§ **Work order**:
Please print nothing but the lines from the one with "This screenshot has height=480, width=854." to the last line of the records below, and omit pictures.

§ **Given data**:
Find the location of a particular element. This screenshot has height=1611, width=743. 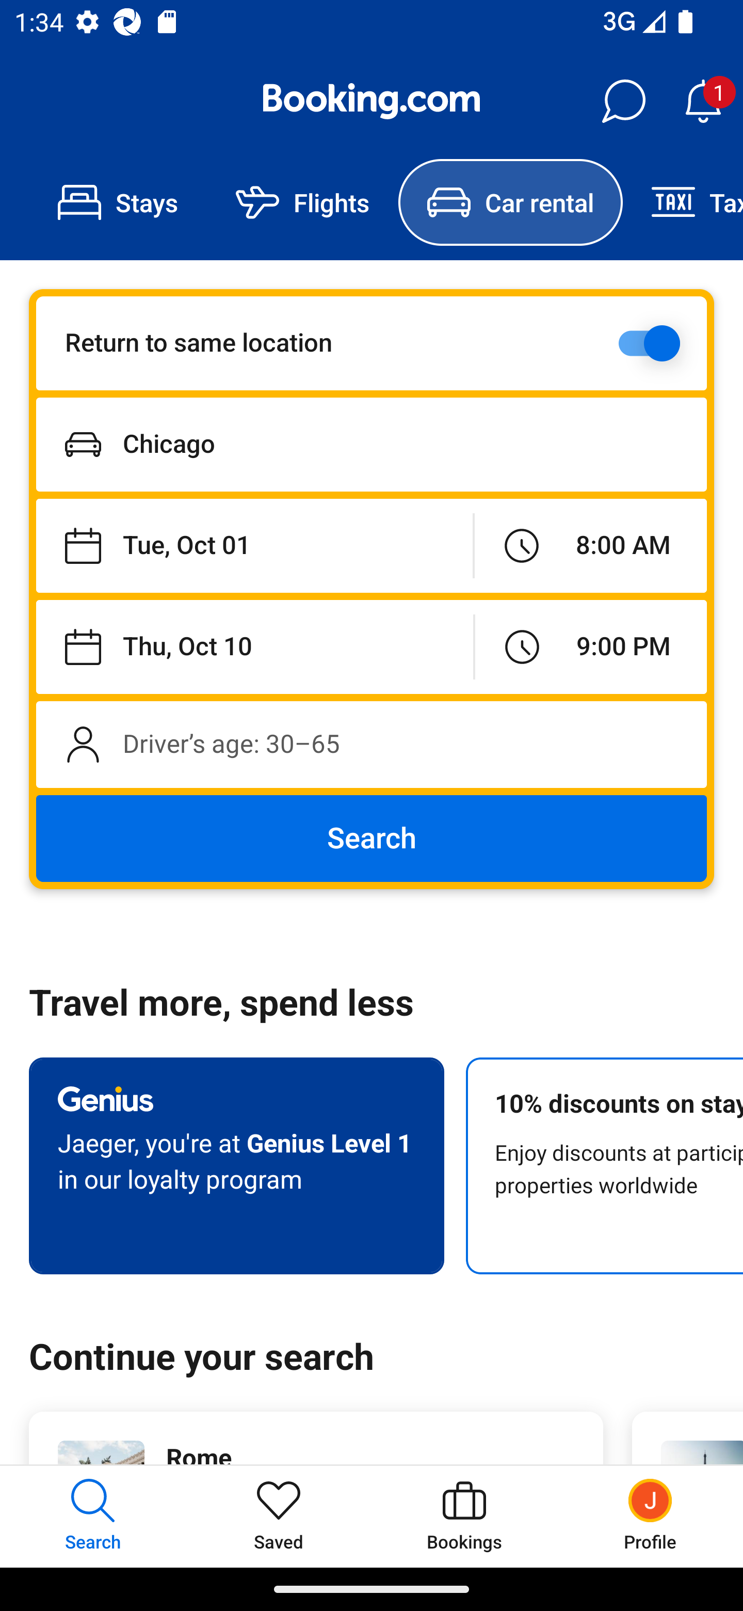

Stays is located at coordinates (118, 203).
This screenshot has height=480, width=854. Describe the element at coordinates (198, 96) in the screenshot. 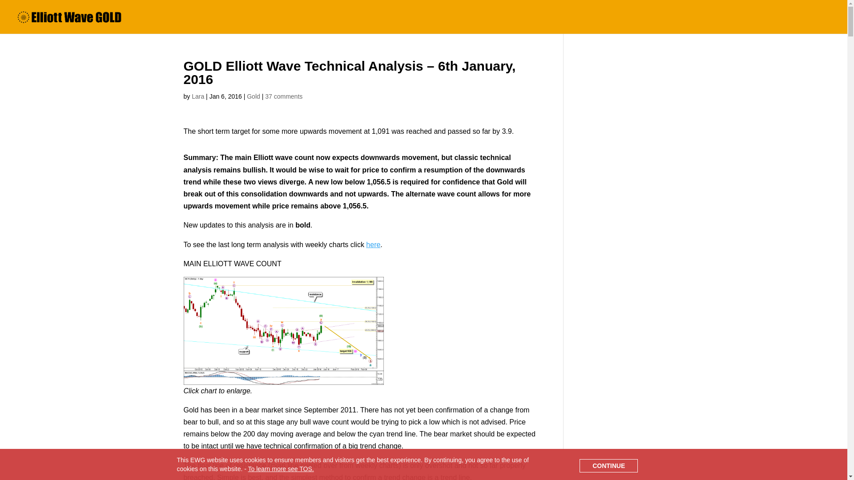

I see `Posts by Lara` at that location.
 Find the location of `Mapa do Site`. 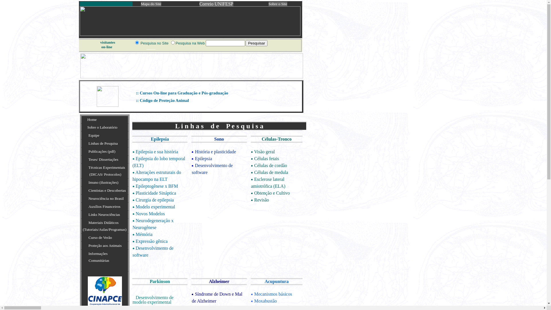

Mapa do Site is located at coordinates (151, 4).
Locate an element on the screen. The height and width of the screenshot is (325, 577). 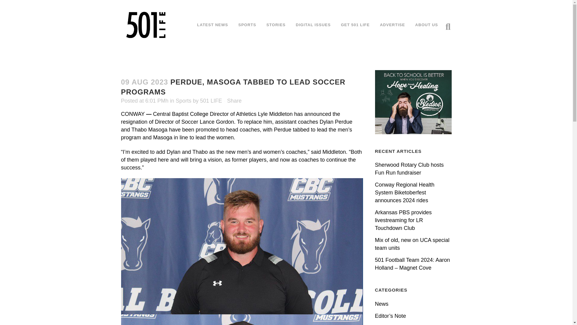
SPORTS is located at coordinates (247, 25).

§ **Answer area**:
This screenshot has height=480, width=854. Describe the element at coordinates (198, 96) in the screenshot. 

I see `Posts by Lara` at that location.
 Find the location of `Mapa do Site`. 

Mapa do Site is located at coordinates (151, 4).
Locate an element on the screen. The height and width of the screenshot is (325, 577). 
SPORTS is located at coordinates (247, 25).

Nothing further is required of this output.